I vote for choucroute !

by Kurt Pfeifle (not verified)

Do I need to say that you can have Scribus (for Linux) from CVS all the time via klik? It is rebuild several times a week from the development tree. Try "klik://scribus-latest" if you have the klik client installed.

Tonight I'll create a klik recipe for the Scribus-1.3.2 release specifically. Tomorrow morning, by the latest, "klik://scribus-1.3.2" should work for this.

Cheers,
Kurt

by Debian User (not verified)

Great work Scribus team.

And great work Klik Team, thanks more making things accessible for normal users, early on.

Yours, Kay

by charles (not verified)

I trust and respect the Scribus team for the good job done. My request to them is to do something about the KDE print dialog. I find there are just too many options. Imagine: We have "Add", "Printer" "Print Manager" "Print Server" "View" and "Documentation". I believe the Scribus Team can clean up that manager or provide clean sensible defaults.

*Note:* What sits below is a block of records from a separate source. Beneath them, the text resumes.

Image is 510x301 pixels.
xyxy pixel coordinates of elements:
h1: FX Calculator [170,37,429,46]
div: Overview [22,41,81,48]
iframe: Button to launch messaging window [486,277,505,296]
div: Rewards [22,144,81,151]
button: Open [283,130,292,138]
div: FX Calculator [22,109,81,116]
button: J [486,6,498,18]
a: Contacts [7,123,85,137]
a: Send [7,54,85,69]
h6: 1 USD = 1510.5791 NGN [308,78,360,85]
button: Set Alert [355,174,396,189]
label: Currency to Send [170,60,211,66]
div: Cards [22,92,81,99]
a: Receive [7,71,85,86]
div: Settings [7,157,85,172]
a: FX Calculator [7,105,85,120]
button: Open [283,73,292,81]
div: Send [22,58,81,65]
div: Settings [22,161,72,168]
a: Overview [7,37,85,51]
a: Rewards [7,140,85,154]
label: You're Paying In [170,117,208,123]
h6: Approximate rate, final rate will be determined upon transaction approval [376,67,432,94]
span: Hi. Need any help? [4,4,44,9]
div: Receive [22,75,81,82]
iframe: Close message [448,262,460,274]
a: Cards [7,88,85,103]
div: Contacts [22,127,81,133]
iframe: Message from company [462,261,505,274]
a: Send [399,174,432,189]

Ask yourself: For the "Add" button, what are we adding? Why do I have to click to know what is to be added?

by Allen of California (not verified)

I am a lover of the KDE print system/dialog, having worked for years at a service bureau under the thumb of Macs and Windows.

by mrdocs (not verified)

Erm, Scribus only inherits the KDE printer dialog, if you select it in alternative print commands.

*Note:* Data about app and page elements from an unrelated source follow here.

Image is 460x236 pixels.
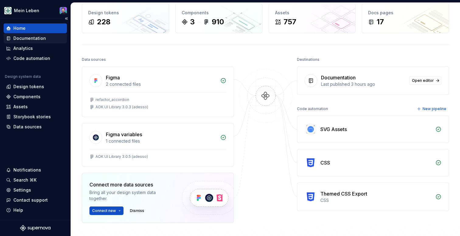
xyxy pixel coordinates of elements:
div: 757 [284,17,296,27]
div: 3 [190,17,195,27]
svg: Supernova Logo [20,225,51,231]
div: Contact support [13,197,48,203]
a: Documentation [4,33,67,43]
div: CSS [320,159,330,166]
button: Notifications [4,165,67,175]
div: 228 [97,17,110,27]
a: Code automation [4,54,67,63]
div: Design system data [5,74,41,79]
div: Settings [13,187,31,193]
div: Figma [106,74,120,81]
button: Help [4,205,67,215]
a: Design tokens228 [82,3,169,33]
button: Dismiss [127,207,147,215]
div: Last published 3 hours ago [321,81,406,87]
div: Code automation [297,105,328,113]
div: Mein Leben [14,8,39,14]
div: Notifications [13,167,41,173]
div: Design tokens [13,84,44,90]
div: 910 [212,17,224,27]
img: df5db9ef-aba0-4771-bf51-9763b7497661.png [4,7,12,14]
div: Docs pages [368,10,443,16]
span: Connect new [92,208,116,213]
div: Bring all your design system data together. [89,190,172,202]
div: Documentation [321,74,356,81]
div: Help [13,207,23,213]
a: Storybook stories [4,112,67,122]
div: AOK UI Library 3.0.5 (adesso) [96,154,148,159]
div: Data sources [82,55,106,64]
a: Design tokens [4,82,67,92]
a: Assets757 [269,3,356,33]
div: Search ⌘K [13,177,37,183]
a: Settings [4,185,67,195]
div: Components [13,94,40,100]
a: Components [4,92,67,102]
a: Home [4,23,67,33]
div: Assets [13,104,28,110]
div: Destinations [297,55,320,64]
div: Figma variables [106,131,142,138]
span: Dismiss [130,208,144,213]
a: Figma variables1 connected filesAOK UI Library 3.0.5 (adesso) [82,123,234,167]
button: Collapse sidebar [62,14,71,23]
div: Analytics [13,45,33,51]
div: 2 connected files [106,81,217,87]
div: AOK UI Library 3.0.3 (adesso) [96,105,148,110]
div: Documentation [13,35,46,41]
button: Search ⌘K [4,175,67,185]
div: Code automation [13,55,50,61]
div: Data sources [13,124,42,130]
div: Themed CSS Export [320,190,367,198]
div: 17 [377,17,384,27]
div: Connect more data sources [89,181,172,188]
div: SVG Assets [320,126,347,133]
a: Data sources [4,122,67,132]
a: Analytics [4,44,67,53]
div: 1 connected files [106,138,217,144]
div: CSS [320,198,432,204]
div: Home [13,25,26,31]
div: Components [182,10,256,16]
div: refactor_accordion [96,97,129,102]
button: New pipeline [415,105,449,113]
a: Docs pages17 [362,3,449,33]
div: Storybook stories [13,114,51,120]
img: Samuel [60,7,67,14]
button: Mein LebenSamuel [1,4,69,17]
div: Design tokens [88,10,163,16]
a: Components3910 [175,3,263,33]
a: Open editor [409,76,442,85]
a: Figma2 connected filesrefactor_accordionAOK UI Library 3.0.3 (adesso) [82,66,234,117]
a: Assets [4,102,67,112]
button: Contact support [4,195,67,205]
button: Connect new [89,207,124,215]
div: Assets [275,10,350,16]
span: New pipeline [423,107,446,111]
span: Open editor [412,78,434,83]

That said, you will pry kprinter out of my cold dead hands.. I use kprinter everywhere - even in Gnome apps :)

by James Richard Tyrer (not verified)

I get this message when I run "configure":

checking If we should build Boost::Python-based Python scripting... no

I have Boost and Boost::Python installed.

by mrdocs (not verified)

We have in 1.3.x some experiemental python::boost stuff, which is not built by default and not even complete.

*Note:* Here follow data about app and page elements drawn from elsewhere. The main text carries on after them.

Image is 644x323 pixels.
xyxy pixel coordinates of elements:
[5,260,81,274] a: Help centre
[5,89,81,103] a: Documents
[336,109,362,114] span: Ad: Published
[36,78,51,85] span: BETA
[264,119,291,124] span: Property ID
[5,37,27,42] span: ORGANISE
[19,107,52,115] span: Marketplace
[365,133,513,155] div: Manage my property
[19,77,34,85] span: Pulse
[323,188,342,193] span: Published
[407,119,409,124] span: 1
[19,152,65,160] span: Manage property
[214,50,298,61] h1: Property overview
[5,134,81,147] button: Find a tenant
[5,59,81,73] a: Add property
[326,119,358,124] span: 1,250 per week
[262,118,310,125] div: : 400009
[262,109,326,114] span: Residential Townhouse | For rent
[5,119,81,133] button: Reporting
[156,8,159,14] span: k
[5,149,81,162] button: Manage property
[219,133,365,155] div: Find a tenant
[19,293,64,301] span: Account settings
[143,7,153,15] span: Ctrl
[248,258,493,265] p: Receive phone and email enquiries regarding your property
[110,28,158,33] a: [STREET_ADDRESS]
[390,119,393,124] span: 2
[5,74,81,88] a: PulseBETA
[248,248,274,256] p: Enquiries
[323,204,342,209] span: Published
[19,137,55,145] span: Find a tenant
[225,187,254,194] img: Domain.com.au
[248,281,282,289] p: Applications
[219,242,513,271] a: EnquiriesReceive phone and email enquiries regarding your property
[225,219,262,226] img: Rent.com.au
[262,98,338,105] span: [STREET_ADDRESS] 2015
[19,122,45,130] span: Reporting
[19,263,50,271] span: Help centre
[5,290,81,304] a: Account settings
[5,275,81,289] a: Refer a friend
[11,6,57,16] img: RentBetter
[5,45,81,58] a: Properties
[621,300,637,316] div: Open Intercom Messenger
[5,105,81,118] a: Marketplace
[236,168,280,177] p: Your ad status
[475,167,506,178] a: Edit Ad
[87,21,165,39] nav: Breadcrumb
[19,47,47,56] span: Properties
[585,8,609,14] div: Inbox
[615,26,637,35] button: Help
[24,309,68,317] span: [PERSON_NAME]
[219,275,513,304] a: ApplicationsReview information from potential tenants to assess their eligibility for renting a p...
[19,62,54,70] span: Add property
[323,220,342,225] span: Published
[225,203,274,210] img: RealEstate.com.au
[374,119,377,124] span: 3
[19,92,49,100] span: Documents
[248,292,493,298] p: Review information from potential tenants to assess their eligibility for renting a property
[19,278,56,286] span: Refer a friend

Please ignore that message, we are hopefully migrating to something besides the autotools soon.

by petr vanek (not verified)

you need to enable some super-super extra supersecret option for configure. I don't recomend it to anybody as it's really hot (=untested and unsupported at all) stuff. Anyway I let to get this option on you, you magnificent spy... ;)

by Fri13 (not verified)

Does Scribus now support KDE icons and open/save dialogs? Scribus is _great_ OSS software (best in kind) but i dont like if it is Qt software and it dont support KDE dialogs :-/

by mrdocs (not verified)

If you run Scribus on Suse 10.0, it will have KDE dialogs owning to a special patch added to Suse's build of Qt.

We have looked at optional KDE integration, but it is difficult for us to do this with Scribus as is. Perhaps with Qt4.

by fp26 (not verified)

I've try out the Scribus win32 application:

#1. It look nice.
#2. It's obviously not a word processor, but a layout engine for newspapers/books/flyers,etc.
#3. The windows icon set is okay.
#4. More icons within the menu should be present.
#5. The keyboard shortcut make sense.
#6. How do we import pre-typed Word/OOWriter/HTML formatted text?!
#7. Editing text in place require to go through the right-click menu, maybe on purposes.
#8. It's obviously a dedicated app.
#9. It takes a minute to load the app, but there's many plugin in it, such as SVG import/export...
#10. I would go a bit further with keyboard shortcut... if possible.
#11. A wizard/tutorial/sample/templates would be a great add-on.
#12. There doesn't seem to be a way to configure the app menu/toolbar/shortcuts.

I'm sure a publisher knows very well what he got to do,
so I'm not sure right now how beginner can find it useful =P
compared to word for normal task.

However, the very picky layout/font/color should be nice to work with
for high resolution printing task, which is the desired user base.

Anyway you should try it out, if you are in the field.

BTW, the latest build doesn't work (broken), use the previous one with the following md5sum:
c1c8736f5f7e29cd485525782f1053e3 *scribus-132-win32-install.exe

You need ghostscript/ghostview also... =P

Good job guys!

by oliv (not verified)

>#9. It takes a minute to load the app, but there's many plugin in it, such as SVG import/export...

I just counted 15 s on my 2.5 years old computer (cold start)... strange that it takes so long on yours.
The Linux version starts faster on my 6 years old computer, so there might be possible optimisations yet to do for win32 port.